Series:
Essay #6:
Synopsis:
Ends & Means
Jive Talking
My identity is a living construct made within my community; I become me when talking with you
Many times in my life people have said to me, "will you please just shut up." I admit that we moderns are addicted to words and reasons, and no, I won’t shut up. I need to talk my way to truth. Truth is underneath the words, it informs them, and I talk about it to get there. I try to find words that fit what’s true.
I ask myself, why does this feel right and that wrong, and I keep asking why until I reach the place without any more reasons or words, then I feel around for what’s there. That’ll be my highest good, the why for everything I do. I remember back in law school, I did a lot of jogging. I’d be running and I'd think, why do I do what I do? And I’d feel an answer: my life was about striving, getting to a better place. That was my highest good then, and knowing it let me focus its power. I do the same to find another person’s highest good: I follow the emotion to its source.
In Tractatus, Wittgenstein the Younger said, “The right method of philosophy would be this. To say nothing except what can be said, i.e. the propositions of natural science…” then later, his famous line, “Whereof one cannot speak, thereof one must be silent.” I humbly disagree. I talk about what allegedly can’t be talked about because it gets me and you in a conversation so that I can hear your thoughts. And it doesn’t matter that the words can’t do justice to reality or to what we know and feel. I’ve got to try, because that’s how I become me: by relating with you. When humans stop talking about what’s important to us, we stop being human.
In talking, you and I can meet together as Thou. Martin Buber said, regarding talk: “I and Thou take their stand not merely in relation, but also in the solid give-and-take of talk. The moments of relation are here…bound together by means of the element of the speech in which they are immersed.” Talking is a portal to Thou; except for marriage counseling.
Talking is communal. Even when I’m talking to myself, I’m talking as if with someone else. I once heard that all singing is communal, even when singing alone. I tried it in the shower where I really sound good, and it was true. In my heart, I was singing with and for other people who were feeling the song like I was. Here’s my point: I become me when talking with other people. My identity exists between you and me. It’s something that we work on together, in words, actions and body language. In this sense, I can’t be me without you. I become me when reflected in your eyes, when you know my name, hometown, and everything else that puts us in a common space, like job, friends, church. If I was put in solitary confinement, I wouldn’t be like Gene Wilder in Stir Crazy who came out of the hole saying, “One more day, please, just one more day! I was just beginning to get into myself.” I’d come out talking to imaginary people.
My identity, myself, is a communal project of me and the people around me. And since I’m a joint conversation between me and community, and since I’ll always be in your community, I must learn to live in the gaze of your judgment. The gaze can hurt, though, so I run from it, and for some of us, the running hardens into a way of being, which way of being becomes a (lesser) highest good. Said good is freedom from other people’s judgment.

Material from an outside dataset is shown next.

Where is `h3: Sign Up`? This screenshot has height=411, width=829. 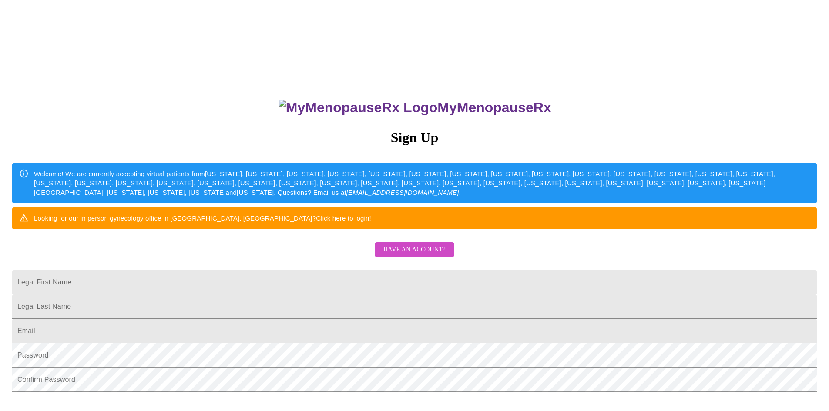 h3: Sign Up is located at coordinates (414, 138).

It's easy to wall oneself off from judgment by refusing any true and meaningful communication with others. Whenever the conversation gets interesting, I can shut it down or withdraw (including when I hide behind politically correct platitudes). Or I can turn aggressively against my interlocutor. When I take this latter response, I take preemptive action against you. My goal is to do what I want, when I want, and still be free from your moral judgment, and therefore I judge you in a first strike. I act superior to you, because when I look down on you, you can’t look down on me. In intellectual circles, this means I belittle and relativize the moral standards by which you would judge me, while I hide my own moral standards behind obscurity, so you can’t do the same to me. Read Michel Foucault closely: can you feel this underneath the cloud of verbiage? I saw something similar in the modern abstract artist, Robert Irwin.
I always will fail to protect myself from your judgment, though. So long as I live with other people, I can never be free from judgment. My identity is a joint construct, so your opinion of me will define me, if only in small part. But my actions will define me in the large part, which means that there’s a better response to gaze than running from it: I can go out and meet you in honest conversation and share meaning with you. I think of my oldest daughter who is a Captain in the Marines. At first the military was hard on her because she didn’t fit in; she rejected her community’s judgment of her. But she’s grown over the years, and I’ve watched her identity change as she learns to embrace the community in whose eyes she sees herself reflected. She works hard on herself, to measure up to the standards of her community, to be a good Marine and leader. There’s nothing better than seeing your child grow into an adult whom you respect and whose company you enjoy.